I used to work as a software engineer. As the company I work for has grown a lot, I now no longer write code, but do software design, and hire new team members in different positions, inluding PMs, visual design, usability design, backend programming, and frontend programming.
It is extremely difficult to find good programmers, especially frontend programmers.
I’m pretty sure that the reason here is not that it is difficult to become a good programmer, but that a lot of people choose not do, for a number of reasons.
Two reasons that I have personally encountered:
I studied comp sci between 2000 and 2005. During my first year, we had about 20% women. At graduation, we had about 5% women. Reasons are probably varied, but a major reason, at least back then, was that professors were hostile towards women studying comp sci (one of them explicitly told a friend of mine who was studying with me that he thought women were not suited for comp sci). In effect, we’re basically excluding half of the population from this job option.
A lot of people just don’t consider programming as a job option at all. Trying to encourage people to enter the field, people typically push back because they have been told that it is difficult, and/or that it is similar to maths, which many people don’t enjoy.
For visual design positions, we get a large number of applications from many qualified people. Applicants are highly diverse in age, gender, interests, and so on. But hiring for software engineering positions, we get few qualified applications, and they’re almost exclusively men below 35 years with often a very similar profile. If we search for people who have less common abilities (e.g. for full-stack developers), we basically don’t get qualified applications.
This is in a city that has one of Europe’s highest-rated technical university that produces a lot of comp sci graduates.
One intersting data point here is that game studios tend to pay developers much worse than other companies, and offer much worse benefits. The reason for this is likely that developers want to work at game studios, and that many more apply there.
Also, one other thing to consider is that software is eating the world. There are very few products that are not in some way dependent on software, directly or indirectly. Even things that ostensibly don’t depend on software were probably created using specialized software, and were produced by companies that run on specialized software (e.g. process management software).
Consequently, when we find qualified applicants, they basically dicatete salaries. We are dependent on them, we can’t grow without more people who write software. They are not dependent on us, and there’s nothing we can offer that other software companies can’t also offer.
I don’t think the growth of our dependence on software will stop any time soon. Even if a lot more people started studying comp sci right now, that would only only lead to more growth, and thus increase demand further, at least for the foreseeable future.
I used to work as a software engineer. As the company I work for has grown a lot, I now no longer write code, but do software design, and hire new team members in different positions, inluding PMs, visual design, usability design, backend programming, and frontend programming.
It is extremely difficult to find good programmers, especially frontend programmers.
I’m pretty sure that the reason here is not that it is difficult to become a good programmer, but that a lot of people choose not do, for a number of reasons.
Two reasons that I have personally encountered:
I studied comp sci between 2000 and 2005. During my first year, we had about 20% women. At graduation, we had about 5% women. Reasons are probably varied, but a major reason, at least back then, was that professors were hostile towards women studying comp sci (one of them explicitly told a friend of mine who was studying with me that he thought women were not suited for comp sci). In effect, we’re basically excluding half of the population from this job option.
A lot of people just don’t consider programming as a job option at all. Trying to encourage people to enter the field, people typically push back because they have been told that it is difficult, and/or that it is similar to maths, which many people don’t enjoy.
For visual design positions, we get a large number of applications from many qualified people. Applicants are highly diverse in age, gender, interests, and so on. But hiring for software engineering positions, we get few qualified applications, and they’re almost exclusively men below 35 years with often a very similar profile. If we search for people who have less common abilities (e.g. for full-stack developers), we basically don’t get qualified applications.
This is in a city that has one of Europe’s highest-rated technical university that produces a lot of comp sci graduates.
One intersting data point here is that game studios tend to pay developers much worse than other companies, and offer much worse benefits. The reason for this is likely that developers want to work at game studios, and that many more apply there.
Also, one other thing to consider is that software is eating the world. There are very few products that are not in some way dependent on software, directly or indirectly. Even things that ostensibly don’t depend on software were probably created using specialized software, and were produced by companies that run on specialized software (e.g. process management software).
Consequently, when we find qualified applicants, they basically dicatete salaries. We are dependent on them, we can’t grow without more people who write software. They are not dependent on us, and there’s nothing we can offer that other software companies can’t also offer.
I don’t think the growth of our dependence on software will stop any time soon. Even if a lot more people started studying comp sci right now, that would only only lead to more growth, and thus increase demand further, at least for the foreseeable future.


**Problem description:** Using the data below, show every line where the word "xyxy" occurs.

**Source material:**
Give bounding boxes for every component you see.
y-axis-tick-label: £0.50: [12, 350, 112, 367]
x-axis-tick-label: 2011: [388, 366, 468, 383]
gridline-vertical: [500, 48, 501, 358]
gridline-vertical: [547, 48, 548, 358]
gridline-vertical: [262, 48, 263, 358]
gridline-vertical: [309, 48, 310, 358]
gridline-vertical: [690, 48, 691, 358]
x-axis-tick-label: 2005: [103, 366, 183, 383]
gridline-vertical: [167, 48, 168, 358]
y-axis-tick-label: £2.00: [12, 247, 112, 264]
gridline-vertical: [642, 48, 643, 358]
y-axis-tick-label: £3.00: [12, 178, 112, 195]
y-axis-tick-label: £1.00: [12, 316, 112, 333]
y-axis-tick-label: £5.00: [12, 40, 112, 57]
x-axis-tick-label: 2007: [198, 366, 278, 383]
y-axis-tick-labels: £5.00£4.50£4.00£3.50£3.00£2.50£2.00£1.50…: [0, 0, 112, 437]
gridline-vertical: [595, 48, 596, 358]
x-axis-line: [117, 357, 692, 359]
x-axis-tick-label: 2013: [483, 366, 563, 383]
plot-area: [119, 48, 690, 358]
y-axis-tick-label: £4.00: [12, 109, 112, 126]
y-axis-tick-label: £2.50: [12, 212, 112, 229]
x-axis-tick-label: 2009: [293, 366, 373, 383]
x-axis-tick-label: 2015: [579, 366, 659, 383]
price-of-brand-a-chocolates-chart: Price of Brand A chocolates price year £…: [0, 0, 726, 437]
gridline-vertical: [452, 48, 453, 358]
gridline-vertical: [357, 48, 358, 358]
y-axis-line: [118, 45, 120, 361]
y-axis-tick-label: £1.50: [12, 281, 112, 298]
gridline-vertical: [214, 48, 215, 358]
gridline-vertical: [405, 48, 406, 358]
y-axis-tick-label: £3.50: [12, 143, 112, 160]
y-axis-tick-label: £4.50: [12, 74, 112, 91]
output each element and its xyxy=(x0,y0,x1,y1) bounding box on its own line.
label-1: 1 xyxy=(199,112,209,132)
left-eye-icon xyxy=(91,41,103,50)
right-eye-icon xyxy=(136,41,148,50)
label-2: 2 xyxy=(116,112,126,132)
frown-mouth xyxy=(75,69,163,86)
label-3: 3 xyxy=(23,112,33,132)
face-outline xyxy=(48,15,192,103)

**Exercise response:**
output each element and its xyxy=(x0,y0,x1,y1) bounding box on its own line.
label-1: 1 xyxy=(199,112,209,132)
left-eye-icon xyxy=(91,41,103,50)
right-eye-icon xyxy=(136,41,148,50)
label-2: 2 xyxy=(116,112,126,132)
frown-mouth xyxy=(75,69,163,86)
label-3: 3 xyxy=(23,112,33,132)
face-outline xyxy=(48,15,192,103)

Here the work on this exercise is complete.